Casey holds out his hand.
It is just there, in the space between us. Palm up, open, resting on the kitchen table next to the Uncrustables box and his WORLD'S OKAYEST DOCTOR mug. His fingers are relaxed, slightly curled, and there is a pale scar on his index finger that I have never noticed before, probably from a skate blade, a thin silver line that catches the grey light from the window.
“Start simple,” he says. His voice is gentle. Patient. Like he is approaching a frightened animal, which, if I am being perfectly honest with myself, is not an inaccurate assessment of my current psychological state.
I look at his hand. I look at my hand, resting on my leather notebook, the fingers long and precise and currently experiencing a micro-tremor that I am choosing to attribute to caffeine intake.
This is practice; a strategic rehearsal. This is two colleagues calibrating physical parameters for a professional deception.
I place my hand in his.
His palm is warm. Not warm like a normal human hand. Warm like standing too close to a fireplace, warm like sunlight on tile, warm like the man is generating his own localized weather system. I have, in the course of my career, palpated thousands of hands. I have assessed capillary refill, checked radial pulses, tested grip strength in patients recovering from craniotomies. I have, in other words, a robust and well-calibrated baseline for what a hand is supposed to feel like, and Casey Welling's hand has just rendered that baseline professionally useless. His fingers close around mine with a gentleness that is at odds with their size, and his thumb settles against the back of my hand, right over the tendon of my extensor digitorum, and I can feel my own pulse against his skin.
His hand, calloused and rough, is twice the width of mine; my whole hand vanishes within it, leaving me feeling simultaneously silly and profoundly secure.
“See?” Casey says, and his voice is very, very quiet. “Not so bad.”
I look at our hands. His aremassive, scarred, warm. Mine are narrow, precise. They look wrong together. They look like two hands that do not belong in the same sentence.
And yet, despite all this, they look as if they fit.
“No,” I say, and my voice is a whisper that I did not authorize. “Not so bad.”
Oliver snores. The radiator hisses. Outside, a streetcar rattles down Dundas, its bell clanging in the freezing February air.
Casey does not let go of my hand.
I do not pull it away.
My phone buzzes on the table. A text from my mother:
Darling, what is your fiancé's suit size? Tarun will need measurements.
Reality crashes back in.
“I need your suit measurements,” I say, pulling my hand free with a steadiness I do not feel. I flip open my notebook to a fresh page. Pen ready. Parameters restored. “Chest, waist, inseam, shoulder width, and sleeve length.”
Casey blinks, clearly recalibrating from the hand-holding to the suit measurements at whiplash speed. “Uh. Fifty-two chest? Thirty-four waist? I think? Honestly, most things I try on don't fit, so I've kind of given up on suits.”
“You've given up on suits.”
“The shoulders don't work. Nothing off the rack fits.”
I look at his shoulders. They are approximately the width of a compact car. I look back at my notebook.
“I'll have Tarun handle it,” I say. “He once tailored a suit for a Bollywood actor who gained thirty pounds of muscle for a role. He enjoys a challenge.”
“Is Tarun going to be okay? Like, emotionally?”
“Tarun is going to be ecstatic. He lives for spectacle.” I stand, tucking the notebook into my coat pocket. Oliver lifts his head from my knee, looks up at me with those enormous, liquid brown eyes, and lets out a soft, mournful whine, as if I am abandoning him to a life of profound suffering rather than simply walking to the door.
I reach down and scratch behind his ear. The whine transforms into a groan of bliss. His tail thumps twice against the floor.
“I'll send you the flight details by tomorrow evening,” I say, straightening my coat, which now contains enough golden fur to construct an entirely separate dog. I pause. “I will require your number.”
Casey blinks. “Right, you don't have my number.”
“I have your pager. I have your work email. I have, on one regrettable occasion, your fax extension. I do not have your personal mobile number.”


## PROBLEM TO SOLVE
Only one range belongs in the answer: the line holding "on td: $0.63." through the last line of the records, reproduced as is.
Content starts
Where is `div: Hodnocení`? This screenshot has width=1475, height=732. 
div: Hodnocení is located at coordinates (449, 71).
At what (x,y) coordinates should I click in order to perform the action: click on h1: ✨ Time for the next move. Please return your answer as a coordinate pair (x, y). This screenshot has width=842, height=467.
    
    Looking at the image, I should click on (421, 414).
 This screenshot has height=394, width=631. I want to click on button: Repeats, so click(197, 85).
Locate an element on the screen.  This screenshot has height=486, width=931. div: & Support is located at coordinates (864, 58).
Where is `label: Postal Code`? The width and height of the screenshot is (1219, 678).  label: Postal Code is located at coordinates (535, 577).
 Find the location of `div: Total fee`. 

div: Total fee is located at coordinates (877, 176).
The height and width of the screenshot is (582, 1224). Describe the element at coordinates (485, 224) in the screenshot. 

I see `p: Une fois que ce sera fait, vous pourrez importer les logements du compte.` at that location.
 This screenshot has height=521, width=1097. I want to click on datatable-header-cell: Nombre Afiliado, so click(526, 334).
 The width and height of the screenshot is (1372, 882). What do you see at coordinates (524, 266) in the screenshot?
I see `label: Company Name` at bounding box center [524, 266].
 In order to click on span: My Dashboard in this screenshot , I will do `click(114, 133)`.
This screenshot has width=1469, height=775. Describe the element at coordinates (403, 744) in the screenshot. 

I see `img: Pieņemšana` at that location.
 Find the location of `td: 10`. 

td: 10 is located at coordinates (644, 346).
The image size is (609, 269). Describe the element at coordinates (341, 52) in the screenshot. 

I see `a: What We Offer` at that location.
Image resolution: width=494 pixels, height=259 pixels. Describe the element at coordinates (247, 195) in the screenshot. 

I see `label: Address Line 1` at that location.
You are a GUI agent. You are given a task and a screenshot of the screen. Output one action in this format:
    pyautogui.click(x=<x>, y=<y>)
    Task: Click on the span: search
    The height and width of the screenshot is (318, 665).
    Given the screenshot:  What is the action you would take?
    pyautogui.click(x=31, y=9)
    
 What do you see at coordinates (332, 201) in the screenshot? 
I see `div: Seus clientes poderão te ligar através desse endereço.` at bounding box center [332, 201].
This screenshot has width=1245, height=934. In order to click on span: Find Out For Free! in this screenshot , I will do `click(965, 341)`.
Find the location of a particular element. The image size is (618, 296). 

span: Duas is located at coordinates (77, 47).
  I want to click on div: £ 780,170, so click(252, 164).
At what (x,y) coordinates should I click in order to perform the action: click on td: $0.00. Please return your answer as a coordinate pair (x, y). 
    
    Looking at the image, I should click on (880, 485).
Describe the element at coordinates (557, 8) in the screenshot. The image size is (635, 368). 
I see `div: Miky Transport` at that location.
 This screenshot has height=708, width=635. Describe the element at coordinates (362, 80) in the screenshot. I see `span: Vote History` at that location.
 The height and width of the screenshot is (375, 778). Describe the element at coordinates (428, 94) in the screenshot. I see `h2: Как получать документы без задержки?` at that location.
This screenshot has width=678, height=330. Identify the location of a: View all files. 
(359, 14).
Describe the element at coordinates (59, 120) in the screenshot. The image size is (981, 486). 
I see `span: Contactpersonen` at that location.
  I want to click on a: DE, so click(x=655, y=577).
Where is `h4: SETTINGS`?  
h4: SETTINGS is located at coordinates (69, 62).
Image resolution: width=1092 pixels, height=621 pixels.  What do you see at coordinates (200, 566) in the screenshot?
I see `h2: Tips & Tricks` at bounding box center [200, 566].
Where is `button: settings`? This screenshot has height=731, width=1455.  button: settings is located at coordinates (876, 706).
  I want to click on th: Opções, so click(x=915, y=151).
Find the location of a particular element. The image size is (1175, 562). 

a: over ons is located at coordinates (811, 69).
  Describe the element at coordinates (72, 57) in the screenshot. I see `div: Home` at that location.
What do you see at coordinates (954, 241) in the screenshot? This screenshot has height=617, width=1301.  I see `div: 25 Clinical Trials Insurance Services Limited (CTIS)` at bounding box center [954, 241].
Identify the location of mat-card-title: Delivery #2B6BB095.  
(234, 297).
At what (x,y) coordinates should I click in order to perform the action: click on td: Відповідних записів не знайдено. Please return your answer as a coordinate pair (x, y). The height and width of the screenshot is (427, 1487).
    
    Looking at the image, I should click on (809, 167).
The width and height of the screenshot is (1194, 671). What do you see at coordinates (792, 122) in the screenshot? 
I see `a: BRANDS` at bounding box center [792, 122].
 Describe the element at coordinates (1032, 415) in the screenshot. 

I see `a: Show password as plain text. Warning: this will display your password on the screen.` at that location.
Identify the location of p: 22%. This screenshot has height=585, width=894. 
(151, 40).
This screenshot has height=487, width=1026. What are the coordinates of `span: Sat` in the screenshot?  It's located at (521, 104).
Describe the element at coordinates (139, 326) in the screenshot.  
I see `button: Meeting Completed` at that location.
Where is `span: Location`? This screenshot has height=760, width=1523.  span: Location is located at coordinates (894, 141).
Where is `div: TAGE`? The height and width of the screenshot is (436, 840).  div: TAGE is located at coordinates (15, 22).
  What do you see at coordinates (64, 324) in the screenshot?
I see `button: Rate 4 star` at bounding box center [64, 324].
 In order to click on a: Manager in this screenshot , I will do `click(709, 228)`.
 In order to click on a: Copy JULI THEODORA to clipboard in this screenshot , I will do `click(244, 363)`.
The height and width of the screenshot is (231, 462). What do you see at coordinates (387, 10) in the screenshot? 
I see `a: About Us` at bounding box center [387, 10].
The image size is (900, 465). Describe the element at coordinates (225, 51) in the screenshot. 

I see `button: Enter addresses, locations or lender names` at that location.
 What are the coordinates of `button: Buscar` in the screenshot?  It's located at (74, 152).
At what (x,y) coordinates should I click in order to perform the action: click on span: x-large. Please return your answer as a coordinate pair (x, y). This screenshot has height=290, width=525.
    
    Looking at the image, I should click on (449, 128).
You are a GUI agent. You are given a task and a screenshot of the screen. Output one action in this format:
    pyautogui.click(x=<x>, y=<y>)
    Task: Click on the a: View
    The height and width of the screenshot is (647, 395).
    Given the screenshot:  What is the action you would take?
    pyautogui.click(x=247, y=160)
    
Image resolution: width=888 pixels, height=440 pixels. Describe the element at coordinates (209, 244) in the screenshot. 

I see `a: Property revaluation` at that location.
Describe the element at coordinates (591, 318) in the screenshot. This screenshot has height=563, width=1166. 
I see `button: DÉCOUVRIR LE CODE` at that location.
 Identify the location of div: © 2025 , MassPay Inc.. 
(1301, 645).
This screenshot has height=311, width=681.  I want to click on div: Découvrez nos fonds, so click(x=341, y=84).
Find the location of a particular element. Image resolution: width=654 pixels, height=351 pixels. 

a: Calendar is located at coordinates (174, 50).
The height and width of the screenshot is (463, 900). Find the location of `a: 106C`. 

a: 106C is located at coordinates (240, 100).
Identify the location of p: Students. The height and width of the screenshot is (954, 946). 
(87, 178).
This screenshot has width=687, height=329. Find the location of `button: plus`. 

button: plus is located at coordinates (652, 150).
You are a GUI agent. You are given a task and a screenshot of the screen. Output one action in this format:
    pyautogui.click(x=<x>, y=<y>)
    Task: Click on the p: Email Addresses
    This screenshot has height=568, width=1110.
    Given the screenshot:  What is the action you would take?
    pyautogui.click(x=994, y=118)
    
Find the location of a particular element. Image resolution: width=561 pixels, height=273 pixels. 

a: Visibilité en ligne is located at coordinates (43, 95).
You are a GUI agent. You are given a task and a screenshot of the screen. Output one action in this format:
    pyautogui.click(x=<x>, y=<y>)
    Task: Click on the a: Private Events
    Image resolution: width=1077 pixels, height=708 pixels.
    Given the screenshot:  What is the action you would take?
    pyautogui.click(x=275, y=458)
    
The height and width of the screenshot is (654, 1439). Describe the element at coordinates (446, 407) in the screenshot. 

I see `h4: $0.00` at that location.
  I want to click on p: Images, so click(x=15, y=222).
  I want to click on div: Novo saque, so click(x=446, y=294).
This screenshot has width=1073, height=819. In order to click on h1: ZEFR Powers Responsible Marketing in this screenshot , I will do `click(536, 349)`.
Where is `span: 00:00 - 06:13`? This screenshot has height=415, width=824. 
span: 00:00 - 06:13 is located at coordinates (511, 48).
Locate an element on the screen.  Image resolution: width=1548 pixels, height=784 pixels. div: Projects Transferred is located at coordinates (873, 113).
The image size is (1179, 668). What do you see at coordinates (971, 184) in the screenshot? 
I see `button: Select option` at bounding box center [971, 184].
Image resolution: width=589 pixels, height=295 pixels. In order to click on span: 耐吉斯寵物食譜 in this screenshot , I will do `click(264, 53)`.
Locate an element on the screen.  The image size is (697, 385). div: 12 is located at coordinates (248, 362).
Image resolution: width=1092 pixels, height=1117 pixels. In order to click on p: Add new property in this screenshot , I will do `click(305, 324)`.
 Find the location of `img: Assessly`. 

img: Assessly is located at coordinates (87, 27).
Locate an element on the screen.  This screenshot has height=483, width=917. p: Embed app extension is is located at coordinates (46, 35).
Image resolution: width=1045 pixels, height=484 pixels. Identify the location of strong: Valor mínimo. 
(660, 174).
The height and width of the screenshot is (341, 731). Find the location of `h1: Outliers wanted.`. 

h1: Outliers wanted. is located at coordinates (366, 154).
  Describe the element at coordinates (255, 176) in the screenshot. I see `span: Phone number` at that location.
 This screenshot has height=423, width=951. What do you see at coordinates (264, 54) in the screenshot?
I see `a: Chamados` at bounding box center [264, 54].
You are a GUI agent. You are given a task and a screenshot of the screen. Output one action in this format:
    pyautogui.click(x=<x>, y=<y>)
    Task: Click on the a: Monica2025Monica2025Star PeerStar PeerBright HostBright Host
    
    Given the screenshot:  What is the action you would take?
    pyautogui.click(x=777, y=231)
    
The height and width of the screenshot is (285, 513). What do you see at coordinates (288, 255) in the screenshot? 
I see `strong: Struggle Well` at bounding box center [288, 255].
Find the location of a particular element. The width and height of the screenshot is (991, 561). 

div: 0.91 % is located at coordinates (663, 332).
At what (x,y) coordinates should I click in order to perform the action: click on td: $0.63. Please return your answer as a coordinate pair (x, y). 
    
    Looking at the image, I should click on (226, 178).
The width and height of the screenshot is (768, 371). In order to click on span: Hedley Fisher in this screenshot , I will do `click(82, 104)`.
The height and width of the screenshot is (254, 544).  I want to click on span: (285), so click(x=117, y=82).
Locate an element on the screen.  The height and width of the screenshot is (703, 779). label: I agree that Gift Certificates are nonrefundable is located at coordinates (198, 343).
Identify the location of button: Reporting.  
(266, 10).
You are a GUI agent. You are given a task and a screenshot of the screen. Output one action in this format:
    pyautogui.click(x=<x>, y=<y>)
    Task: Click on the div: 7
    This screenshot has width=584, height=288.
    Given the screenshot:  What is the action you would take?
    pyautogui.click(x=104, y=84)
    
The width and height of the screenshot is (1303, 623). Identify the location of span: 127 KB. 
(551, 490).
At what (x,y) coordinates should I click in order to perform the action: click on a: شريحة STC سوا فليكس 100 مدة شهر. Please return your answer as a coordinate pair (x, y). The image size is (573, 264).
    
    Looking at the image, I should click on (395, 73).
Content ends
## OUTPUT FOR THIS TASK
At what (x,y) coordinates should I click in order to perform the action: click on td: $0.63. Please return your answer as a coordinate pair (x, y). 
    
    Looking at the image, I should click on (226, 178).
The width and height of the screenshot is (768, 371). In order to click on span: Hedley Fisher in this screenshot , I will do `click(82, 104)`.
The height and width of the screenshot is (254, 544).  I want to click on span: (285), so click(x=117, y=82).
Locate an element on the screen.  The height and width of the screenshot is (703, 779). label: I agree that Gift Certificates are nonrefundable is located at coordinates (198, 343).
Identify the location of button: Reporting.  
(266, 10).
You are a GUI agent. You are given a task and a screenshot of the screen. Output one action in this format:
    pyautogui.click(x=<x>, y=<y>)
    Task: Click on the div: 7
    This screenshot has width=584, height=288.
    Given the screenshot:  What is the action you would take?
    pyautogui.click(x=104, y=84)
    
The width and height of the screenshot is (1303, 623). Identify the location of span: 127 KB. 
(551, 490).
At what (x,y) coordinates should I click in order to perform the action: click on a: شريحة STC سوا فليكس 100 مدة شهر. Please return your answer as a coordinate pair (x, y). The image size is (573, 264).
    
    Looking at the image, I should click on (395, 73).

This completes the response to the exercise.